## About this exercise
Write out the lines of the records from the one containing "Image resolution: width=1366" to the very last, keeping each exactly as it is.

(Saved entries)
[Start of Attachment]
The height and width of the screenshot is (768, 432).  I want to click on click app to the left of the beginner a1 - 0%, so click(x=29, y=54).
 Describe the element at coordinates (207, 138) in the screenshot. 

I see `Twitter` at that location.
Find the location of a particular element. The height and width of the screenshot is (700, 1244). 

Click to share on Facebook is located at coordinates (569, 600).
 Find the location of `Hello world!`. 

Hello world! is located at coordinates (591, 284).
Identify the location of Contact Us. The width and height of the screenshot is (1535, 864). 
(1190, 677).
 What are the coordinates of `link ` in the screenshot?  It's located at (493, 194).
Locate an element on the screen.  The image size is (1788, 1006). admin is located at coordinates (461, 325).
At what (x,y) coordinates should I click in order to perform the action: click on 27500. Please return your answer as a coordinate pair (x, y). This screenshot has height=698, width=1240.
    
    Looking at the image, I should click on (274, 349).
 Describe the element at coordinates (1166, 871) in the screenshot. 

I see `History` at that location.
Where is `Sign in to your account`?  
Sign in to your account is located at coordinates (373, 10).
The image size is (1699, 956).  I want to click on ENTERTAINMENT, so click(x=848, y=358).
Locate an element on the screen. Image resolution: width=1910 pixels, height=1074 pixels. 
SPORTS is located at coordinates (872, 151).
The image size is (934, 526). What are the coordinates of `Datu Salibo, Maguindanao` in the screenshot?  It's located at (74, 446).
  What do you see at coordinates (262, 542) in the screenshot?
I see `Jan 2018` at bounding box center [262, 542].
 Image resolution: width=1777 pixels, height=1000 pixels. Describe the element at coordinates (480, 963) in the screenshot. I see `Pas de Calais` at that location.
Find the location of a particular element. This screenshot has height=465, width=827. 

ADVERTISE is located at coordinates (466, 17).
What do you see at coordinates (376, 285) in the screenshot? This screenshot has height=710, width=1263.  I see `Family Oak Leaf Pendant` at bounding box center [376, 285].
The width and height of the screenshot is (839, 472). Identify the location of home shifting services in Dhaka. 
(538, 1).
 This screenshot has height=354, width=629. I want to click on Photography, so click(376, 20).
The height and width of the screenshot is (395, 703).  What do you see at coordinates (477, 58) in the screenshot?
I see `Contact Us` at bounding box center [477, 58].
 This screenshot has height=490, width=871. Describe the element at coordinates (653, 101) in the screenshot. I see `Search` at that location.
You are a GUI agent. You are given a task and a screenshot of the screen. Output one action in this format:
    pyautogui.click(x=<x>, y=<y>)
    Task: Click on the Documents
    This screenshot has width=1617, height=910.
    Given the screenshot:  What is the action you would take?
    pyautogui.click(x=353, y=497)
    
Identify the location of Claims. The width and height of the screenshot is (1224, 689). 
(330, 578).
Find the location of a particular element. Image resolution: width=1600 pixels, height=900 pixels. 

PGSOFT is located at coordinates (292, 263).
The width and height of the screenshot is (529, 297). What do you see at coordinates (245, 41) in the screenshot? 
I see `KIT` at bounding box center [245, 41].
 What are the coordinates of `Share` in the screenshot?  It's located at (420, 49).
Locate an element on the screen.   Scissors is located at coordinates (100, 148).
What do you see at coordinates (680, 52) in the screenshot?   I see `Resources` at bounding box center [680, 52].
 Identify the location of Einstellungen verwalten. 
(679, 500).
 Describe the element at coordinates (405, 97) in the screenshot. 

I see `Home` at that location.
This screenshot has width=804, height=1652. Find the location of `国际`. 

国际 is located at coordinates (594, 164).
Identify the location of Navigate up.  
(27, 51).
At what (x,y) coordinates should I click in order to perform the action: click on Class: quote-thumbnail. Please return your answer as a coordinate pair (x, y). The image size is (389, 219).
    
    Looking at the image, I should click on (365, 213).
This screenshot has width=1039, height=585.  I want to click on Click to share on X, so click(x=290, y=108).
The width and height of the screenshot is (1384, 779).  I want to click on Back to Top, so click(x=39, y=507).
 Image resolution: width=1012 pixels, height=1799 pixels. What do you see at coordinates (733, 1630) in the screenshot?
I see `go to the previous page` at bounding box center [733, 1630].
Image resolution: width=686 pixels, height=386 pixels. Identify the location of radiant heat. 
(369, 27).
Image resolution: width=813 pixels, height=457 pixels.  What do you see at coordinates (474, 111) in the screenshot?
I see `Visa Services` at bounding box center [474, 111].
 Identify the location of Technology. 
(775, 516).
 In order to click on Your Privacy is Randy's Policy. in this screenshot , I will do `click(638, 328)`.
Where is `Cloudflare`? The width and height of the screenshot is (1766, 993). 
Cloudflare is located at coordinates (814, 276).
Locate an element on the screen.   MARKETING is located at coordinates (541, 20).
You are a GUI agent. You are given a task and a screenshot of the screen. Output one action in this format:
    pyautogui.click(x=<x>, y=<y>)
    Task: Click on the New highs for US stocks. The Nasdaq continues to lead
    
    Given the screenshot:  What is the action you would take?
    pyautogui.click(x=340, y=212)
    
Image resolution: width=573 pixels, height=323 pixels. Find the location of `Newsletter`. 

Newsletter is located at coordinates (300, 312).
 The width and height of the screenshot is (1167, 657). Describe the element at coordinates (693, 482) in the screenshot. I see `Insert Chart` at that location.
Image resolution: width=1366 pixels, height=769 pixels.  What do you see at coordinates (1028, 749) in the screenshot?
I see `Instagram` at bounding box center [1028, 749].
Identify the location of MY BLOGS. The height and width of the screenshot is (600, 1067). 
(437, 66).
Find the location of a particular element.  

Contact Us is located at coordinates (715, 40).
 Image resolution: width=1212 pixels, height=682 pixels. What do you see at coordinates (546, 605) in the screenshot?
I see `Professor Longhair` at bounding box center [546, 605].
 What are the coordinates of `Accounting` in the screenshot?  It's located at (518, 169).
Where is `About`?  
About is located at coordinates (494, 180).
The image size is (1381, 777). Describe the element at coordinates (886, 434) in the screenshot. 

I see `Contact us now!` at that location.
[End of Attachment]
## Solution for this problem
Image resolution: width=1366 pixels, height=769 pixels.  What do you see at coordinates (1028, 749) in the screenshot?
I see `Instagram` at bounding box center [1028, 749].
Identify the location of MY BLOGS. The height and width of the screenshot is (600, 1067). 
(437, 66).
Find the location of a particular element.  

Contact Us is located at coordinates (715, 40).
 Image resolution: width=1212 pixels, height=682 pixels. What do you see at coordinates (546, 605) in the screenshot?
I see `Professor Longhair` at bounding box center [546, 605].
 What are the coordinates of `Accounting` in the screenshot?  It's located at (518, 169).
Where is `About`?  
About is located at coordinates (494, 180).
The image size is (1381, 777). Describe the element at coordinates (886, 434) in the screenshot. 

I see `Contact us now!` at that location.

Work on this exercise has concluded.